Russia's Nuclear Battlecruiser Admiral Nakhimov Enters Final Sea Trials After 27 Years
Rebuilt over a quarter-century at a cost approaching $2.7 billion, the Kirov-class giant is bristling with 176 vertical launch cells for Kalibr, Oniks and Zircon missiles as it nears a return to the Russian fleet.
Russia's nuclear-powered battlecruiser Admiral Nakhimov has entered the final phase of its sea trials, marking a milestone in one of the longest and most expensive warship overhauls in modern naval history. The vessel departed the Sevmash shipyard in late May, and Russian officials confirmed in early June that the giant cruiser was undergoing its concluding round of testing before a planned return to service.
The Nakhimov is a Kirov-class battlecruiser, a class of heavily armed surface combatants built in the final years of the Soviet Union. Commissioned as Kalinin on Dec. 30, 1988, the ship effectively vanished from operational service after entering refit preparations in 1997 and arriving at Sevmash in 1999. By the time it formally rejoins the fleet, nearly 27 years will have elapsed between its arrival at the shipyard and its reactivation — a timeline that has made the project a symbol of both Russia's naval ambitions and its persistent shipbuilding delays.
The modernization stripped out the ship's Cold War-era weapons and replaced them with a modern strike and air-defense suite. Reports describe a vessel now fitted with as many as 176 vertical launch cells capable of firing Kalibr cruise missiles, Oniks anti-ship missiles and hypersonic Zircon missiles, along with an upgraded air-defense network and new combat-management systems. The nuclear-and-steam propulsion plant generates roughly 140,000 horsepower, giving the cruiser a top speed of about 32 knots.
The price tag ballooned over the life of the program. A modernization contract signed in 2013 was reportedly valued at around 50 billion rubles, roughly $667 million, with the ship initially expected back in service by 2018. Instead, costs eventually swelled toward 200 billion rubles — on the order of $2.7 billion — as the schedule slipped year after year.
Defense analysts are divided on what the refreshed Nakhimov actually buys Moscow. Its heavy missile load makes it a formidable platform on paper, and Russian commentators have framed its return as a way to challenge the U.S. Navy, including in the Arctic. Skeptics counter that a single, hugely expensive surface ship — however well armed — may already be a vulnerable and somewhat dated centerpiece in an era of long-range precision strike, drones and submarine warfare. Either way, its return will give the Russian Navy one of the most heavily armed surface warships afloat.
Originally reported by Army Recognition.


* [Work to be completed]:
This exercise asks for a copy of each line in the records below with the word "label" in it.

* [Supplied entries]:
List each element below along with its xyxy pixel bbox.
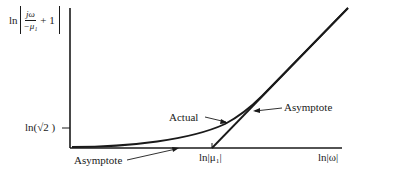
- x-tick-label: ln|μ₁|: [199, 152, 222, 163]
- asymptote-low-annotation: Asymptote: [74, 155, 122, 166]
- abs-bar-right: [59, 6, 60, 34]
- y-axis-label-ln: ln: [9, 15, 18, 26]
- actual-curve: [72, 8, 348, 147]
- asymptote-high-arrowhead: [253, 108, 260, 113]
- fraction-denominator: −μ₁: [24, 21, 38, 32]
- y-tick-label: ln(√2 ): [25, 122, 55, 133]
- abs-bar-left: [20, 6, 21, 34]
- fraction-numerator: jω: [25, 9, 36, 21]
- asymptote-high-annotation: Asymptote: [284, 102, 332, 113]
- actual-annotation: Actual: [169, 112, 198, 123]
- y-axis-label-suffix: + 1: [40, 15, 54, 26]
- asymptote-low-arrow: [127, 149, 176, 160]
- y-axis-label: ln jω −μ₁ + 1: [9, 6, 62, 34]
- x-axis-label: ln|ω|: [318, 152, 338, 163]
- y-axis-label-fraction: jω −μ₁: [24, 9, 38, 32]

* [Solution for this task]:
- x-tick-label: ln|μ₁|: [199, 152, 222, 163]
- y-axis-label-ln: ln: [9, 15, 18, 26]
- y-tick-label: ln(√2 ): [25, 122, 55, 133]
- y-axis-label-suffix: + 1: [40, 15, 54, 26]
- y-axis-label: ln jω −μ₁ + 1: [9, 6, 62, 34]
- x-axis-label: ln|ω|: [318, 152, 338, 163]
- y-axis-label-fraction: jω −μ₁: [24, 9, 38, 32]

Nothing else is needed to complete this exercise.